Unions have been responding to the Government’s National Resilience and Recovery Plan, which was unveiled on Tuesday (1st June).
The plan, which is valued at up to €5bn when taxation measures are included, makes provision for the Emergency Wage Subsidy Scheme (EWSS) to be extended, unchanged, until the end of September, and is to continue at another rate, as yet unconfirmed, until the end of the year.
More than 50,000 training scheme places, on digital and green job programmes, are also to be created under the plan, while plans to phase out the Pandemic Unemployment Payment (PUP) were also announced.
Congress general secretary Patricia King said: “The Pandemic Unemployment Payment (PUP) has proved integral to maintaining workers’ income and, hence, consumer demand and social solidarity throughout the public health emergency. When and how the PUP is withdrawn must be based on concrete evidence and not on baseless claims from a handful of employers that workers do not want to return to their jobs.”
Patricia added that the Government’s own target of 100,000 workers going back to work in May has been reached and the vacancy rate is on a per capita footing with the UK and US, where no PUP equivalent payment exists.
Speaking ahead of the publication of the plan on Tuesday, Fórsa general secretary Kevin Callinan emphasised the need for investment in public services, particularly in light of how valuable all public services had become during the pandemic.
Kevin said it was also essential to avoid a ‘cliff edge’ in Covid supports for workers and businesses, and emphasised the need for specific measures in sectors like aviation, where recovery is expected to take much longer.
He further emphasised Congress’s call that direct government grants to businesses, in the order of billions of Euros, must be conditional on a commitment by them to decent work and to retaining their workforce: “Fórsa repeatedly made the call for this type of conditionality to apply in the aviation industry, yet some aviation employers availed of state cash while making plans to slash their workforce, as we recently saw occur at Shannon Airport,” he said.
Patricia noted that the Government further suspended workers redundancy rights, “On the same day they are telling workers their income supports are being withdrawn is grossly anomalous and deeply unfair.
“If employers are unwilling to maintain the link with their workers through the wage subsidy scheme, they equally cannot be allowed to continue to have the protection of the freeze on redundancy rights,” she said.
Congress is calling for radical reform of the social safety net in the form of a shift away from flat-rated income supports to pay-related benefits and comprehensive universal public services, in line with EU standards.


BRIEF: I'd like the entries repeated exactly, without their pictures.

·····

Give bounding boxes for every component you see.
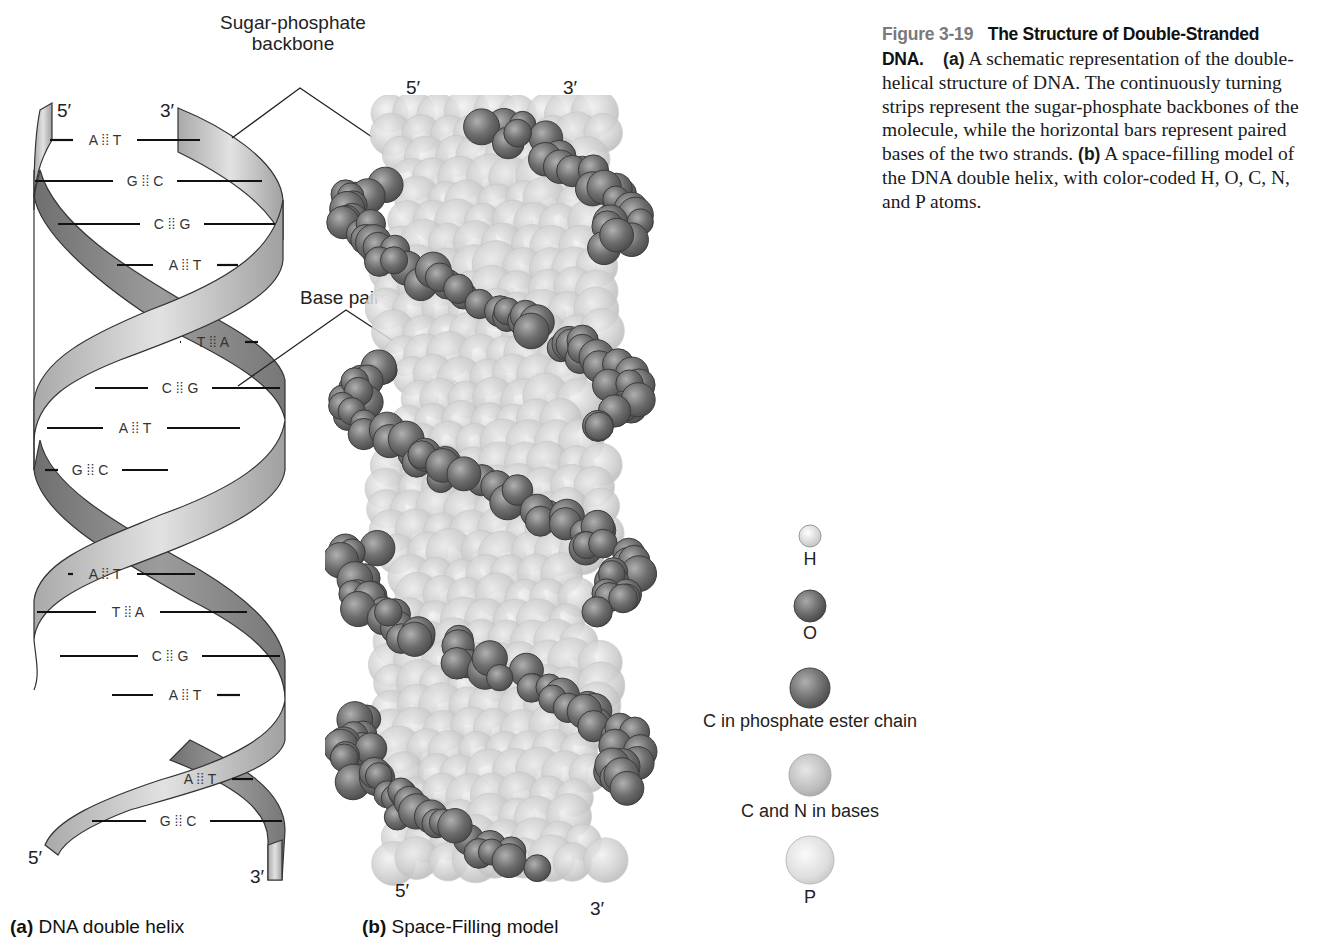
svg-text:A ⁞⁞ T: A ⁞⁞ T	[89, 566, 122, 582]
svg-text:G ⁞⁞ C: G ⁞⁞ C	[72, 462, 109, 478]
panel-b-tag: (b)	[362, 916, 386, 937]
hydrogen-atom-icon	[798, 524, 822, 548]
panel-a-title: DNA double helix	[39, 916, 185, 937]
panel-a-tag: (a)	[10, 916, 33, 937]
panel-a-label: (a) DNA double helix	[10, 916, 184, 938]
svg-text:G ⁞⁞ C: G ⁞⁞ C	[160, 813, 197, 829]
legend-label-c-backbone: C in phosphate ester chain	[680, 711, 940, 732]
carbon-backbone-atom-icon	[788, 666, 832, 710]
panel-b-label: (b) Space-Filling model	[362, 916, 558, 938]
base-pair-11: C ⁞⁞ G	[60, 648, 280, 664]
svg-text:A ⁞⁞ T: A ⁞⁞ T	[119, 420, 152, 436]
model-top-3prime: 3′	[563, 77, 577, 99]
helix-top-left-5prime: 5′	[57, 100, 71, 122]
svg-text:C ⁞⁞ G: C ⁞⁞ G	[152, 648, 189, 664]
svg-text:A ⁞⁞ T: A ⁞⁞ T	[169, 257, 202, 273]
legend-label-h: H	[680, 549, 940, 570]
base-pair-3: C ⁞⁞ G	[58, 216, 275, 232]
svg-text:C ⁞⁞ G: C ⁞⁞ G	[154, 216, 191, 232]
callout-backbone-line2: backbone	[208, 33, 378, 54]
base-pair-6: C ⁞⁞ G	[95, 380, 280, 396]
svg-text:A ⁞⁞ T: A ⁞⁞ T	[89, 132, 122, 148]
legend-label-o: O	[680, 623, 940, 644]
legend-item-c-n-bases: C and N in bases	[680, 752, 940, 822]
svg-text:A ⁞⁞ T: A ⁞⁞ T	[184, 771, 217, 787]
base-pair-12: A ⁞⁞ T	[112, 687, 240, 703]
figure-number: Figure 3-19	[882, 24, 973, 44]
legend-item-h: H	[680, 524, 940, 570]
callout-backbone-line1: Sugar-phosphate	[208, 12, 378, 33]
base-pair-8: G ⁞⁞ C	[45, 462, 168, 478]
figure-caption: Figure 3-19 The Structure of Double-Stra…	[882, 22, 1314, 213]
svg-text:T ⁞⁞ A: T ⁞⁞ A	[112, 604, 145, 620]
callout-backbone-label: Sugar-phosphate backbone	[208, 12, 378, 54]
svg-text:C ⁞⁞ G: C ⁞⁞ G	[162, 380, 199, 396]
model-top-5prime: 5′	[406, 77, 420, 99]
legend-item-o: O	[680, 588, 940, 644]
model-bottom-5prime: 5′	[395, 880, 409, 902]
base-pair-4: A ⁞⁞ T	[117, 257, 238, 273]
legend-item-c-backbone: C in phosphate ester chain	[680, 666, 940, 732]
helix-bottom-right-3prime: 3′	[250, 866, 264, 888]
space-filling-model	[325, 95, 675, 895]
svg-text:G ⁞⁞ C: G ⁞⁞ C	[127, 173, 164, 189]
carbon-nitrogen-base-atom-icon	[787, 752, 833, 798]
helix-top-right-3prime: 3′	[160, 100, 174, 122]
svg-text:T ⁞⁞ A: T ⁞⁞ A	[197, 334, 230, 350]
base-pair-7: A ⁞⁞ T	[47, 420, 240, 436]
svg-text:A ⁞⁞ T: A ⁞⁞ T	[169, 687, 202, 703]
caption-part-b-tag: (b)	[1078, 144, 1100, 164]
model-bottom-3prime: 3′	[590, 898, 604, 920]
base-pair-14: G ⁞⁞ C	[92, 813, 282, 829]
phosphorus-atom-icon	[784, 834, 836, 886]
panel-b-title: Space-Filling model	[392, 916, 559, 937]
helix-bottom-left-5prime: 5′	[28, 847, 42, 869]
legend-item-p: P	[680, 834, 940, 908]
legend-label-p: P	[680, 887, 940, 908]
dna-double-helix-diagram: A ⁞⁞ TG ⁞⁞ CC ⁞⁞ GA ⁞⁞ TT ⁞⁞ AC ⁞⁞ GA ⁞⁞…	[0, 0, 330, 900]
caption-part-a-tag: (a)	[943, 49, 964, 69]
legend-label-c-n-bases: C and N in bases	[680, 801, 940, 822]
oxygen-atom-icon	[792, 588, 828, 624]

·····

RESPONSE TO THIS EXERCISE:
Give bounding boxes for every component you see.
svg-text:A ⁞⁞ T: A ⁞⁞ T	[89, 566, 122, 582]
svg-text:G ⁞⁞ C: G ⁞⁞ C	[72, 462, 109, 478]
panel-b-tag: (b)	[362, 916, 386, 937]
hydrogen-atom-icon	[798, 524, 822, 548]
panel-a-title: DNA double helix	[39, 916, 185, 937]
panel-a-tag: (a)	[10, 916, 33, 937]
panel-a-label: (a) DNA double helix	[10, 916, 184, 938]
svg-text:G ⁞⁞ C: G ⁞⁞ C	[160, 813, 197, 829]
legend-label-c-backbone: C in phosphate ester chain	[680, 711, 940, 732]
carbon-backbone-atom-icon	[788, 666, 832, 710]
panel-b-label: (b) Space-Filling model	[362, 916, 558, 938]
base-pair-11: C ⁞⁞ G	[60, 648, 280, 664]
svg-text:A ⁞⁞ T: A ⁞⁞ T	[119, 420, 152, 436]
model-top-3prime: 3′	[563, 77, 577, 99]
helix-top-left-5prime: 5′	[57, 100, 71, 122]
svg-text:C ⁞⁞ G: C ⁞⁞ G	[152, 648, 189, 664]
svg-text:A ⁞⁞ T: A ⁞⁞ T	[169, 257, 202, 273]
legend-label-h: H	[680, 549, 940, 570]
base-pair-3: C ⁞⁞ G	[58, 216, 275, 232]
svg-text:C ⁞⁞ G: C ⁞⁞ G	[154, 216, 191, 232]
callout-backbone-line2: backbone	[208, 33, 378, 54]
base-pair-6: C ⁞⁞ G	[95, 380, 280, 396]
svg-text:A ⁞⁞ T: A ⁞⁞ T	[89, 132, 122, 148]
legend-label-o: O	[680, 623, 940, 644]
legend-item-c-n-bases: C and N in bases	[680, 752, 940, 822]
svg-text:A ⁞⁞ T: A ⁞⁞ T	[184, 771, 217, 787]
base-pair-12: A ⁞⁞ T	[112, 687, 240, 703]
figure-number: Figure 3-19	[882, 24, 973, 44]
legend-item-h: H	[680, 524, 940, 570]
callout-backbone-line1: Sugar-phosphate	[208, 12, 378, 33]
base-pair-8: G ⁞⁞ C	[45, 462, 168, 478]
figure-caption: Figure 3-19 The Structure of Double-Stra…	[882, 22, 1314, 213]
svg-text:T ⁞⁞ A: T ⁞⁞ A	[112, 604, 145, 620]
callout-backbone-label: Sugar-phosphate backbone	[208, 12, 378, 54]
svg-text:C ⁞⁞ G: C ⁞⁞ G	[162, 380, 199, 396]
model-top-5prime: 5′	[406, 77, 420, 99]
legend-item-o: O	[680, 588, 940, 644]
model-bottom-5prime: 5′	[395, 880, 409, 902]
base-pair-4: A ⁞⁞ T	[117, 257, 238, 273]
legend-item-c-backbone: C in phosphate ester chain	[680, 666, 940, 732]
helix-bottom-right-3prime: 3′	[250, 866, 264, 888]
space-filling-model	[325, 95, 675, 895]
svg-text:G ⁞⁞ C: G ⁞⁞ C	[127, 173, 164, 189]
carbon-nitrogen-base-atom-icon	[787, 752, 833, 798]
helix-top-right-3prime: 3′	[160, 100, 174, 122]
svg-text:T ⁞⁞ A: T ⁞⁞ A	[197, 334, 230, 350]
base-pair-7: A ⁞⁞ T	[47, 420, 240, 436]
svg-text:A ⁞⁞ T: A ⁞⁞ T	[169, 687, 202, 703]
caption-part-b-tag: (b)	[1078, 144, 1100, 164]
model-bottom-3prime: 3′	[590, 898, 604, 920]
base-pair-14: G ⁞⁞ C	[92, 813, 282, 829]
phosphorus-atom-icon	[784, 834, 836, 886]
panel-b-title: Space-Filling model	[392, 916, 559, 937]
helix-bottom-left-5prime: 5′	[28, 847, 42, 869]
legend-item-p: P	[680, 834, 940, 908]
legend-label-p: P	[680, 887, 940, 908]
dna-double-helix-diagram: A ⁞⁞ TG ⁞⁞ CC ⁞⁞ GA ⁞⁞ TT ⁞⁞ AC ⁞⁞ GA ⁞⁞…	[0, 0, 330, 900]
caption-part-a-tag: (a)	[943, 49, 964, 69]
legend-label-c-n-bases: C and N in bases	[680, 801, 940, 822]
oxygen-atom-icon	[792, 588, 828, 624]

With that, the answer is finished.